Why? — histotoxic + hypoxic stacking
Recall Histotoxic Hypoxia (§10.3d): high blood alcohol levels prevent cells from using the oxygen they receive. Layer that on top of Hypoxic Hypoxia (§10.3a) from altitude, and you have two oxygen-starvation mechanisms operating at the same time. They are additive — exactly the same principle that makes a smoker's hypoxia worse at altitude.
Figure 9.3 — The 1=2 rule: one drink at 6,000 ft hits the pilot like two at sea level (hypoxic + histotoxic effects combine).
14.4 Recommended Maximum Alcohol Intake — Units & Rules
Definition of "one unit"ONE UNIT of alcohol = half a pint of beer = a standard glass of wine = one measure of spirits.
MEN
5 units / day · 21 units / week
Maximum recommended consumption.
WOMEN
3 units / day · 14 units / week
Maximum recommended consumption.
1 unit equals
½ pint beer
1 unit equals
1 glass wine
1 unit equals
1 measure spirits
Men – daily/weekly
5 / 21
Women – daily/weekly
3 / 14
14.5 BAC 40 mg/100 ml — The Pilot Error-Spike Threshold
DGCA-quoted: the BAC level at which errors balloonBlood alcohol concentrations of 40 mgs per 100 ml results in significant increases in errors committed by pilots due to the following effects:
Impaired judgment and impaired ability to reason
Degraded muscular coordination and degraded vision
Lack of inhibitions and self-control
Increased susceptibility to Hypoxia
Damages to the liver, heart, brain and blood cells
Affects short and long-term memory
Slows reaction time
Sufferer may feel that performance is improved(the alcohol-euphoria trap)
Balance and sensory illusions
Irregular sleep patterns
The euphoria trap — analogous to hypoxia
"Sufferer may feel that performance is improved" is the alcohol equivalent of hypoxia's euphoria (§10.2). The pilot is the least qualified person in the cockpit to judge whether he's safe to fly. This is precisely why fixed bottle-to-throttle rules exist — they take the judgement out of the impaired pilot's hands.
14.6 Hangover & the "Masked Hangover" Warning
DGCA-quoted hangover rule — verbatimDo not fly with a hangover, or a "masked hangover" (symptoms suppressed by aspirin, caffeine or other medication).
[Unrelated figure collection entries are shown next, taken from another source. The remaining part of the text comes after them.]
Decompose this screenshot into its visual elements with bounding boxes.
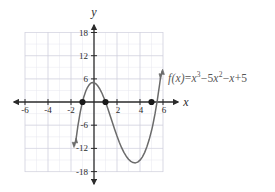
x-axis-label: x: [182, 95, 189, 109]
y-tick-label--18: -18: [76, 167, 88, 177]
y-tick-label--12: -12: [76, 143, 88, 153]
x-tick-label-6: 6: [162, 105, 167, 115]
y-axis-label: y: [90, 5, 97, 19]
x-tick-label--6: -6: [21, 105, 29, 115]
x-tick-label-2: 2: [116, 105, 121, 115]
root-point-5[interactable]: [148, 99, 154, 105]
y-tick-label-6: 6: [84, 74, 89, 84]
root-point--1[interactable]: [79, 99, 85, 105]
equation-term4: 5: [241, 72, 247, 84]
y-tick-label-18: 18: [79, 28, 89, 38]
y-tick-label-12: 12: [79, 51, 88, 61]
function-graph: -6 -4 -2 2 4 6 18 12 6 -6 -12 -18 x y: [0, 0, 275, 192]
graph-background: [0, 0, 275, 192]
root-point-1[interactable]: [102, 99, 108, 105]
x-tick-label--4: -4: [44, 105, 52, 115]
function-equation-label: f(x)=x3−5x2−x+5: [168, 70, 247, 84]
x-tick-label-4: 4: [139, 105, 144, 115]
y-tick-label--6: -6: [81, 120, 89, 130]
x-tick-label--2: -2: [67, 105, 75, 115]
equation-fx: f(x): [168, 72, 185, 84]
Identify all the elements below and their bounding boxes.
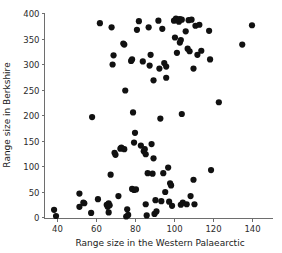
data-point: [150, 155, 156, 161]
data-point: [121, 42, 127, 48]
scatter-plot-figure: 050100150200250300350400 406080100120140…: [0, 0, 282, 253]
data-point: [183, 28, 189, 34]
data-point: [147, 62, 153, 68]
data-point: [143, 201, 149, 207]
data-point: [144, 212, 150, 218]
data-point: [188, 17, 194, 23]
data-point: [133, 186, 139, 192]
data-point: [97, 20, 103, 26]
data-point: [190, 65, 196, 71]
tick-marks: [42, 14, 253, 222]
data-point: [150, 77, 156, 83]
data-point: [148, 141, 154, 147]
data-point: [122, 87, 128, 93]
data-point: [131, 139, 137, 145]
x-tick-label: 40: [52, 224, 63, 234]
data-point: [198, 48, 204, 54]
data-point: [115, 193, 121, 199]
data-point: [179, 111, 185, 117]
data-point: [112, 152, 118, 158]
data-point: [106, 209, 112, 215]
data-point: [156, 65, 162, 71]
data-points: [51, 16, 255, 220]
data-point: [196, 22, 202, 28]
data-point: [109, 61, 115, 67]
data-point: [132, 130, 138, 136]
data-point: [89, 114, 95, 120]
y-tick-label: 150: [23, 137, 39, 147]
data-point: [129, 56, 135, 62]
data-point: [136, 18, 142, 24]
data-point: [149, 171, 155, 177]
data-point: [152, 197, 158, 203]
data-point: [159, 26, 165, 32]
data-point: [208, 167, 214, 173]
y-tick-label: 250: [23, 86, 39, 96]
x-tick-label: 120: [205, 224, 221, 234]
data-point: [108, 172, 114, 178]
data-point: [163, 75, 169, 81]
y-tick-label: 350: [23, 35, 39, 45]
data-point: [206, 28, 212, 34]
data-point: [81, 200, 87, 206]
data-point: [109, 24, 115, 30]
data-point: [76, 190, 82, 196]
data-point: [124, 206, 130, 212]
x-axis-title: Range size in the Western Palaearctic: [75, 238, 244, 248]
x-tick-label: 60: [91, 224, 102, 234]
data-point: [157, 115, 163, 121]
data-point: [143, 151, 149, 157]
data-point: [168, 182, 174, 188]
data-point: [53, 213, 59, 219]
data-point: [160, 170, 166, 176]
y-tick-label: 100: [23, 162, 39, 172]
data-point: [187, 193, 193, 199]
data-point: [207, 56, 213, 62]
data-point: [169, 203, 175, 209]
data-point: [191, 201, 197, 207]
data-point: [95, 196, 101, 202]
data-point: [165, 164, 171, 170]
y-tick-labels: 050100150200250300350400: [23, 9, 39, 223]
y-tick-label: 0: [34, 213, 39, 223]
data-point: [51, 207, 57, 213]
axes: [45, 13, 273, 219]
data-point: [179, 17, 185, 23]
plot-canvas: 050100150200250300350400 406080100120140…: [0, 0, 282, 253]
data-point: [110, 52, 116, 58]
data-point: [121, 146, 127, 152]
data-point: [162, 189, 168, 195]
data-point: [140, 58, 146, 64]
x-tick-labels: 406080100120140: [52, 224, 261, 234]
data-point: [249, 22, 255, 28]
data-point: [125, 212, 131, 218]
data-point: [88, 210, 94, 216]
data-point: [153, 208, 159, 214]
x-tick-label: 100: [166, 224, 182, 234]
data-point: [155, 18, 161, 24]
y-tick-label: 200: [23, 111, 39, 121]
y-tick-label: 400: [23, 9, 39, 19]
y-tick-label: 300: [23, 60, 39, 70]
data-point: [107, 202, 113, 208]
data-point: [134, 27, 140, 33]
data-point: [158, 198, 164, 204]
x-tick-label: 140: [244, 224, 260, 234]
data-point: [216, 99, 222, 105]
data-point: [174, 50, 180, 56]
data-point: [178, 37, 184, 43]
data-point: [146, 24, 152, 30]
data-point: [148, 52, 154, 58]
data-point: [184, 201, 190, 207]
data-point: [239, 42, 245, 48]
data-point: [190, 177, 196, 183]
data-point: [187, 48, 193, 54]
data-point: [163, 63, 169, 69]
data-point: [130, 109, 136, 115]
x-tick-label: 80: [130, 224, 141, 234]
y-axis-title: Range size in Berkshire: [2, 62, 12, 168]
y-tick-label: 50: [29, 188, 40, 198]
data-point: [172, 34, 178, 40]
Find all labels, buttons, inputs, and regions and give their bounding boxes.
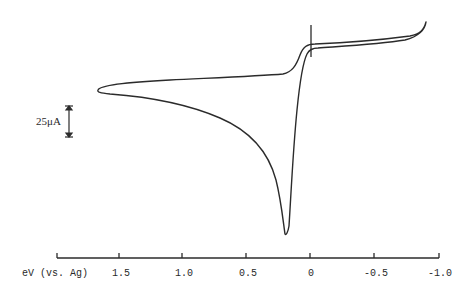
voltammogram-chart <box>0 0 469 293</box>
x-tick-label: -0.5 <box>364 268 388 279</box>
voltammogram-curve <box>98 22 426 235</box>
x-tick-label: -1.0 <box>428 268 452 279</box>
x-axis-title: eV (vs. Ag) <box>22 268 88 279</box>
scale-bar <box>65 106 73 137</box>
x-tick-label: 1.5 <box>112 268 130 279</box>
x-tick-label: 1.0 <box>175 268 193 279</box>
x-tick-label: 0.5 <box>239 268 257 279</box>
scale-bar-label: 25μA <box>36 115 61 127</box>
x-axis <box>57 253 439 258</box>
x-tick-label: 0 <box>308 268 314 279</box>
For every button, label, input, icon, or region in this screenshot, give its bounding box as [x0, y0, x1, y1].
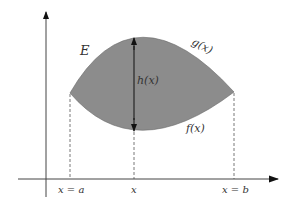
tick-label-x: x	[131, 184, 137, 195]
tick-label-a: x = a	[58, 184, 84, 195]
region-between-curves-diagram: E g(x) f(x) h(x) x = a x x = b	[0, 0, 292, 219]
upper-curve-label: g(x)	[190, 35, 215, 57]
diagram-canvas: E g(x) f(x) h(x) x = a x x = b	[0, 0, 292, 219]
region-label-e: E	[79, 43, 90, 58]
tick-label-b: x = b	[222, 184, 249, 195]
height-label: h(x)	[137, 74, 159, 87]
lower-curve-label: f(x)	[185, 122, 205, 135]
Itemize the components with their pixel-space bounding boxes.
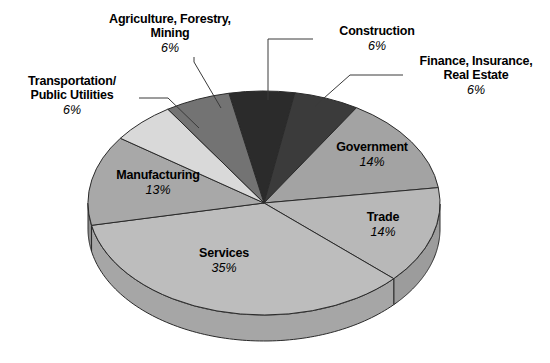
- slice-label-services-line1: Services: [178, 246, 270, 260]
- slice-label-finance: Finance, Insurance, Real Estate 6%: [404, 54, 548, 97]
- slice-label-government: Government 14%: [318, 140, 426, 169]
- slice-label-services: Services 35%: [178, 246, 270, 275]
- slice-label-government-line1: Government: [318, 140, 426, 154]
- slice-label-finance-line1: Finance, Insurance,: [404, 54, 548, 68]
- slice-percent-trade: 14%: [348, 225, 418, 239]
- slice-label-construction: Construction 6%: [318, 24, 436, 53]
- slice-label-trade-line1: Trade: [348, 210, 418, 224]
- slice-label-transportation: Transportation/ Public Utilities 6%: [4, 74, 140, 117]
- slice-label-finance-line2: Real Estate: [404, 68, 548, 82]
- slice-label-manufacturing-line1: Manufacturing: [100, 168, 216, 182]
- slice-label-manufacturing: Manufacturing 13%: [100, 168, 216, 197]
- slice-percent-finance: 6%: [404, 83, 548, 97]
- slice-percent-construction: 6%: [318, 39, 436, 53]
- slice-percent-government: 14%: [318, 155, 426, 169]
- pie-chart: Transportation/ Public Utilities 6% Agri…: [0, 0, 550, 363]
- pie-top-face: [88, 91, 440, 315]
- slice-label-agriculture: Agriculture, Forestry, Mining 6%: [92, 12, 248, 55]
- slice-label-agriculture-line1: Agriculture, Forestry,: [92, 12, 248, 26]
- slice-label-agriculture-line2: Mining: [92, 26, 248, 40]
- slice-label-transportation-line1: Transportation/: [4, 74, 140, 88]
- slice-label-construction-line1: Construction: [318, 24, 436, 38]
- slice-percent-agriculture: 6%: [92, 41, 248, 55]
- slice-label-transportation-line2: Public Utilities: [4, 88, 140, 102]
- slice-label-trade: Trade 14%: [348, 210, 418, 239]
- slice-percent-manufacturing: 13%: [100, 183, 216, 197]
- slice-percent-services: 35%: [178, 261, 270, 275]
- slice-percent-transportation: 6%: [4, 103, 140, 117]
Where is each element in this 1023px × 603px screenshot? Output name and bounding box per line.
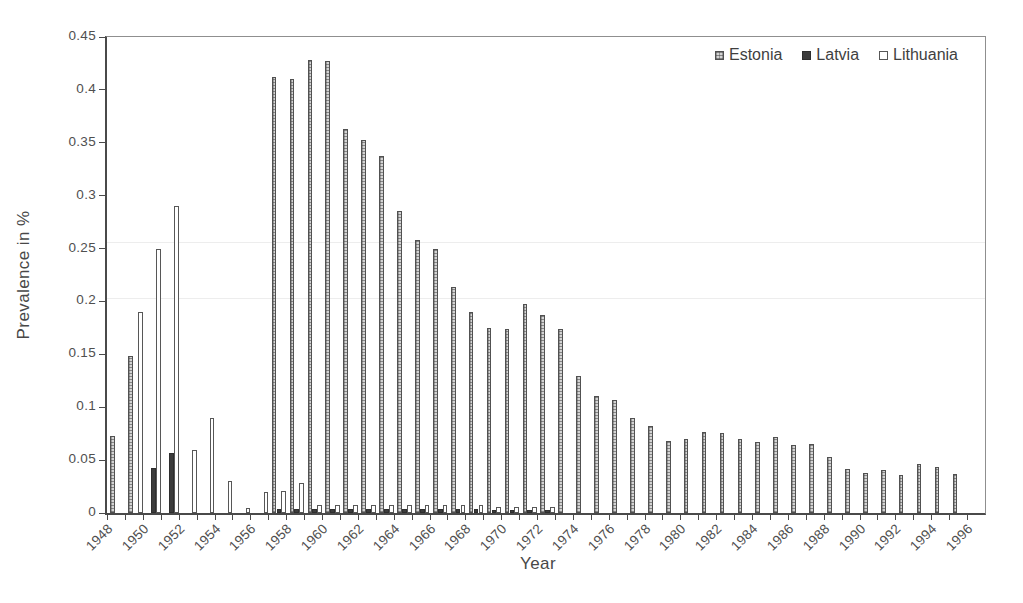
x-tick-1991 (877, 515, 878, 520)
x-tick-1986 (788, 515, 789, 520)
y-tick-label-0.2: 0.2 (42, 292, 96, 307)
bar-lithuania-1949 (138, 312, 143, 513)
bar-estonia-1977 (630, 418, 635, 513)
prevalence-bar-chart-figure: Estonia Latvia Lithuania Prevalence in %… (0, 0, 1023, 603)
y-tick-label-0.4: 0.4 (42, 81, 96, 96)
x-tick-1953 (197, 515, 198, 520)
bar-estonia-1982 (720, 433, 725, 513)
bar-estonia-1963 (379, 156, 384, 514)
y-tick-label-0.25: 0.25 (42, 240, 96, 255)
x-tick-1967 (447, 515, 448, 520)
x-tick-1989 (842, 515, 843, 520)
x-tick-1984 (752, 515, 753, 520)
bar-lithuania-1971 (532, 507, 537, 513)
bar-estonia-1957 (272, 77, 277, 513)
bar-estonia-1974 (576, 376, 581, 514)
bar-lithuania-1967 (461, 505, 466, 514)
y-tick-0.05 (99, 460, 105, 461)
x-tick-1974 (573, 515, 574, 520)
bar-estonia-1962 (361, 140, 366, 513)
x-tick-1978 (645, 515, 646, 520)
bar-estonia-1978 (648, 426, 653, 513)
x-tick-1954 (215, 515, 216, 520)
bar-lithuania-1960 (335, 505, 340, 514)
x-tick-1963 (376, 515, 377, 520)
legend-swatch-latvia-icon (802, 51, 811, 60)
x-tick-1994 (931, 515, 932, 520)
x-tick-1959 (304, 515, 305, 520)
y-tick-label-0.35: 0.35 (42, 134, 96, 149)
x-tick-1951 (161, 515, 162, 520)
y-tick-0.4 (99, 89, 105, 90)
bar-estonia-1949 (128, 356, 133, 513)
bar-estonia-1981 (702, 432, 707, 513)
x-tick-1962 (358, 515, 359, 520)
legend-item-lithuania: Lithuania (879, 46, 958, 64)
legend-label-lithuania: Lithuania (893, 46, 958, 64)
y-tick-0.1 (99, 407, 105, 408)
bar-estonia-1973 (558, 329, 563, 513)
y-tick-label-0: 0 (42, 504, 96, 519)
y-tick-0 (99, 513, 105, 514)
x-tick-1985 (770, 515, 771, 520)
x-tick-1996 (967, 515, 968, 520)
bar-lithuania-1952 (192, 450, 197, 514)
y-tick-label-0.45: 0.45 (42, 28, 96, 43)
bar-estonia-1969 (487, 328, 492, 513)
x-tick-1961 (340, 515, 341, 520)
x-tick-1992 (895, 515, 896, 520)
legend-swatch-lithuania-icon (879, 51, 888, 60)
y-tick-0.35 (99, 142, 105, 143)
legend-swatch-estonia-icon (715, 51, 724, 60)
bar-estonia-1995 (953, 474, 958, 513)
scan-artifact-line (107, 242, 985, 243)
bar-estonia-1976 (612, 400, 617, 513)
x-tick-1975 (591, 515, 592, 520)
bar-estonia-1960 (325, 61, 330, 513)
bar-lithuania-1966 (443, 505, 448, 514)
legend-label-estonia: Estonia (729, 46, 782, 64)
bar-lithuania-1972 (550, 507, 555, 513)
x-tick-1976 (609, 515, 610, 520)
bar-lithuania-1956 (264, 492, 269, 513)
bar-estonia-1972 (540, 315, 545, 513)
bar-estonia-1961 (343, 129, 348, 513)
bar-estonia-1984 (755, 442, 760, 513)
x-tick-1968 (465, 515, 466, 520)
bar-lithuania-1969 (496, 507, 501, 513)
x-tick-1987 (806, 515, 807, 520)
bar-lithuania-1962 (371, 505, 376, 514)
y-tick-label-0.3: 0.3 (42, 187, 96, 202)
bar-lithuania-1964 (407, 505, 412, 514)
bar-lithuania-1957 (281, 491, 286, 513)
bar-estonia-1990 (863, 473, 868, 513)
x-tick-1950 (143, 515, 144, 520)
x-tick-1957 (268, 515, 269, 520)
bar-estonia-1987 (809, 444, 814, 513)
y-tick-label-0.15: 0.15 (42, 345, 96, 360)
bar-lithuania-1963 (389, 505, 394, 514)
scan-artifact-line (107, 298, 985, 299)
y-tick-label-0.05: 0.05 (42, 451, 96, 466)
x-tick-1977 (627, 515, 628, 520)
bar-estonia-1959 (308, 60, 313, 513)
bar-estonia-1994 (935, 467, 940, 514)
x-tick-1993 (913, 515, 914, 520)
bar-estonia-1983 (738, 439, 743, 513)
bar-lithuania-1959 (317, 505, 322, 514)
x-tick-1958 (286, 515, 287, 520)
y-tick-label-0.1: 0.1 (42, 398, 96, 413)
bar-lithuania-1958 (299, 483, 304, 513)
legend-label-latvia: Latvia (816, 46, 859, 64)
bar-lithuania-1965 (425, 505, 430, 514)
x-tick-1960 (322, 515, 323, 520)
bar-estonia-1975 (594, 396, 599, 513)
bar-estonia-1992 (899, 475, 904, 513)
x-tick-1964 (394, 515, 395, 520)
x-tick-1966 (430, 515, 431, 520)
x-tick-1952 (179, 515, 180, 520)
x-tick-1979 (662, 515, 663, 520)
bar-estonia-1968 (469, 312, 474, 513)
x-tick-1971 (519, 515, 520, 520)
legend-item-estonia: Estonia (715, 46, 782, 64)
High altitude, where oxygen is deficient, aggravates these effects.
Why a "masked" hangover is worse than an obvious one
A normal hangover at least gives you a warning sign — you feel awful, you don't fly. A masked hangover, where caffeine, paracetamol, ibuprofen or other OTC medication has suppressed the headache and nausea, leaves you still impaired in judgement, coordination, vision and reaction time — but without the warning. Several aviation accidents have been traced to a pilot who took an aspirin, "felt fine," and flew with substantial residual BAC.